In our family,
Thanksgiving = pineapple cheesecake. Most people have never heard of pineapple cheesecake, and more's the pity. This humble little dessert is nothing short of heaven and home and holidays, all rolled into one 9" pie pan of graham cracker encrusted, creamy sweet vanilla pineappley goodness.
**Mmmmmmmmm...kiss**
(That is me, the cook, smooching my fingers into the air at the dreamy thought of it. Dang, it's good!)
Every year for Thanksgiving I make Grandma Punkin's pineapple cheesecake legacy. The recipe is simple, but it commands absolute reverence. All familial mouths water in anticipation of it. Giddiness breaks out when it is born from the oven. A hush descends across the table when it is served. Treaties are signed over who gets how much and when.
Most people wish relatives and friends a Happy Turkey Day; my son's texted holiday greeting this year? Enjoy the pineapple cheesecake. Notice the lack of an exclamation mark, indicating not so much happiness for us, but a lament for his own pineapple cheesecakeless meal.
Once when my daughter was in college, she decided not to come home for Thanksgiving. The Wednesday before, she called begging for a ticket. She needed that pineapple cheesecake. Another time her brother came when she could not; we boxed up a hefty slice and Southwest Airlines carried Thanksgiving to her.
And this year, a new era has begun. My daughter Caitlin -- for the first time -- made Grandma Punkin's pineapple cheesecake for her own Thanksgiving celebration. She texted me to let me know her plans.
Did she have the recipe? I texted back. Yes, she says. I had given it to her a few years ago. Ah, I remembered. She didn't have a food processor then and the graham cracker crust is impossible without one. And don't even think about buying a pre-made one -- horrors! (Once I dared not to buy a prefab, but pre-crushed crumbs to use in the recipe. You'd have thought me an unwashed heretic. Mutiny was considered. I pleaded for my life, and fully believe I was spared because I was the only one in the house who knew the recipe and had the potential to make another one the right way.)
Remember to use only real vanilla, I texted. Yep, she replied, those three letters assuring me the family recipe was in capable hands.
But was it?? After the crust was made (Honeymaids, crushed to a whisper and added to a lake of melted butter, then pressed lovingly into a pan), she texted me again.
Made it myself! the text proclaimed.
(Look ma! No hands!)
As the minutes ticked by, as I knew that beautiful crust had been filled and committed to a 350 degree oven, I admit to being nervous. Could she do it? Would she capture that thick creaminess topped with a whipped burst of fresh juicy tangy sweetness? Would she ever so gently lay the topping on the baked custard bottom so that it didn't break through? Would she watch the custard like a hawk so that it firmed up but didn't dry out? Would she leave it in precisely 22 minutes? Drain the crushed pineapple so that it wasn't too soupy? Use good pineapple, not a generic brand that is never sweet enough? Well, would she??
She sent me picture mail when it was done. It was perfect. It was a fine, fine moment.
It was, in fact, a moment I realize I've been waiting for. Not for 22 minutes, but for, oh, almost 27 years, when I first became the mother of a daughter. That day when my daughter begins to pick up the the threads of tradition I've laid out for her, and make them her own. When she has taken all the years of watching, and produced it in her own way, for her own self. And she did put her own twist on it. Her pie is not round. But as you can see, it's perfection!
From Grandma Punkin, to whom we owe a big Thanksgiving thanks for all her great Texas cooking and recipe-sharing (next Thanksgiving I shall do an ode to cornbread dressing), and before her Grandma Bowen, from whence pineapple cheesecake came, to me -- a lucky and grateful daughter-in-law, and now to my daughter, and soon to my stepdaughter Carmen who also wants to learn to how to make it, and I would bet even to my son who will want to give it a go (or find a pretty girl who will) -- the family traditions carry on. And don't we all need them? When life flies by faster than car window scenery, and when what shows up in your life one day that is not at all what you expected to come to call, biting into that comforting delicious pineapple cheesecake year to year is a constant that reminds us, love and family are always here. Some things are right and always will be.
Some people may have ties that bind, but for us Dreamfarmers, it's the
pies that bind!
(The next generation pineapple cheesecake lover: my great-niece Eva Grace.)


> [The task] Extract the text of each entry below exactly, leaving every image behind.

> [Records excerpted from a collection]

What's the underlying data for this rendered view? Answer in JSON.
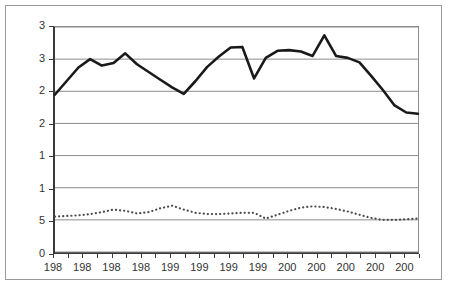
{
  "chart_data": {
    "type": "line",
    "title": "",
    "subtitle": "",
    "xlabel": "",
    "ylabel": "",
    "grid": true,
    "legend": "none",
    "note_on_cropping": "Axis tick labels are clipped by the image crop: y labels show only their leading digit and x labels show only their first three digits.",
    "ylim": [
      0,
      3.5
    ],
    "y_ticks": [
      3.5,
      3.0,
      2.5,
      2.0,
      1.5,
      1.0,
      0.5,
      0.0
    ],
    "y_tick_labels": [
      "3",
      "3",
      "2",
      "2",
      "1",
      "1",
      "5",
      "0"
    ],
    "y_tick_labels_full": [
      "3.5",
      "3.0",
      "2.5",
      "2.0",
      "1.5",
      "1.0",
      "0.5",
      "0.0"
    ],
    "x_tick_labels": [
      "198",
      "198",
      "198",
      "198",
      "199",
      "199",
      "199",
      "199",
      "200",
      "200",
      "200",
      "200",
      "200"
    ],
    "x_tick_count": 26,
    "x_label_every_n_ticks": 2,
    "x": [
      0,
      1,
      2,
      3,
      4,
      5,
      6,
      7,
      8,
      9,
      10,
      11,
      12,
      13,
      14,
      15,
      16,
      17,
      18,
      19,
      20,
      21,
      22,
      23,
      24,
      25
    ],
    "series": [
      {
        "name": "solid-series",
        "style": "solid",
        "color": "#1a1a1a",
        "width": 2.6,
        "values": [
          2.45,
          2.66,
          2.87,
          3.0,
          2.9,
          2.94,
          3.09,
          2.92,
          2.8,
          2.68,
          2.56,
          2.46,
          2.66,
          2.88,
          3.04,
          3.18,
          3.19,
          2.7,
          3.02,
          3.13,
          3.14,
          3.12,
          3.05,
          3.37,
          3.05,
          3.02
        ]
      },
      {
        "name": "dotted-series",
        "style": "dotted",
        "color": "#4a4a4a",
        "width": 2.2,
        "values": [
          0.55,
          0.56,
          0.57,
          0.59,
          0.62,
          0.66,
          0.64,
          0.6,
          0.62,
          0.68,
          0.72,
          0.66,
          0.61,
          0.59,
          0.59,
          0.6,
          0.61,
          0.61,
          0.52,
          0.58,
          0.64,
          0.69,
          0.71,
          0.7,
          0.67,
          0.63
        ]
      }
    ],
    "solid_series_tail": [
      2.95,
      2.74,
      2.52,
      2.28,
      2.17,
      2.15
    ],
    "dotted_series_tail": [
      0.58,
      0.53,
      0.5,
      0.5,
      0.51,
      0.52
    ]
  }
}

> [Reply to the task]
What's the underlying data for this rendered view? Answer in JSON.
{
  "chart_data": {
    "type": "line",
    "title": "",
    "subtitle": "",
    "xlabel": "",
    "ylabel": "",
    "grid": true,
    "legend": "none",
    "note_on_cropping": "Axis tick labels are clipped by the image crop: y labels show only their leading digit and x labels show only their first three digits.",
    "ylim": [
      0,
      3.5
    ],
    "y_ticks": [
      3.5,
      3.0,
      2.5,
      2.0,
      1.5,
      1.0,
      0.5,
      0.0
    ],
    "y_tick_labels": [
      "3",
      "3",
      "2",
      "2",
      "1",
      "1",
      "5",
      "0"
    ],
    "y_tick_labels_full": [
      "3.5",
      "3.0",
      "2.5",
      "2.0",
      "1.5",
      "1.0",
      "0.5",
      "0.0"
    ],
    "x_tick_labels": [
      "198",
      "198",
      "198",
      "198",
      "199",
      "199",
      "199",
      "199",
      "200",
      "200",
      "200",
      "200",
      "200"
    ],
    "x_tick_count": 26,
    "x_label_every_n_ticks": 2,
    "x": [
      0,
      1,
      2,
      3,
      4,
      5,
      6,
      7,
      8,
      9,
      10,
      11,
      12,
      13,
      14,
      15,
      16,
      17,
      18,
      19,
      20,
      21,
      22,
      23,
      24,
      25
    ],
    "series": [
      {
        "name": "solid-series",
        "style": "solid",
        "color": "#1a1a1a",
        "width": 2.6,
        "values": [
          2.45,
          2.66,
          2.87,
          3.0,
          2.9,
          2.94,
          3.09,
          2.92,
          2.8,
          2.68,
          2.56,
          2.46,
          2.66,
          2.88,
          3.04,
          3.18,
          3.19,
          2.7,
          3.02,
          3.13,
          3.14,
          3.12,
          3.05,
          3.37,
          3.05,
          3.02
        ]
      },
      {
        "name": "dotted-series",
        "style": "dotted",
        "color": "#4a4a4a",
        "width": 2.2,
        "values": [
          0.55,
          0.56,
          0.57,
          0.59,
          0.62,
          0.66,
          0.64,
          0.6,
          0.62,
          0.68,
          0.72,
          0.66,
          0.61,
          0.59,
          0.59,
          0.6,
          0.61,
          0.61,
          0.52,
          0.58,
          0.64,
          0.69,
          0.71,
          0.7,
          0.67,
          0.63
        ]
      }
    ],
    "solid_series_tail": [
      2.95,
      2.74,
      2.52,
      2.28,
      2.17,
      2.15
    ],
    "dotted_series_tail": [
      0.58,
      0.53,
      0.5,
      0.5,
      0.51,
      0.52
    ]
  }
}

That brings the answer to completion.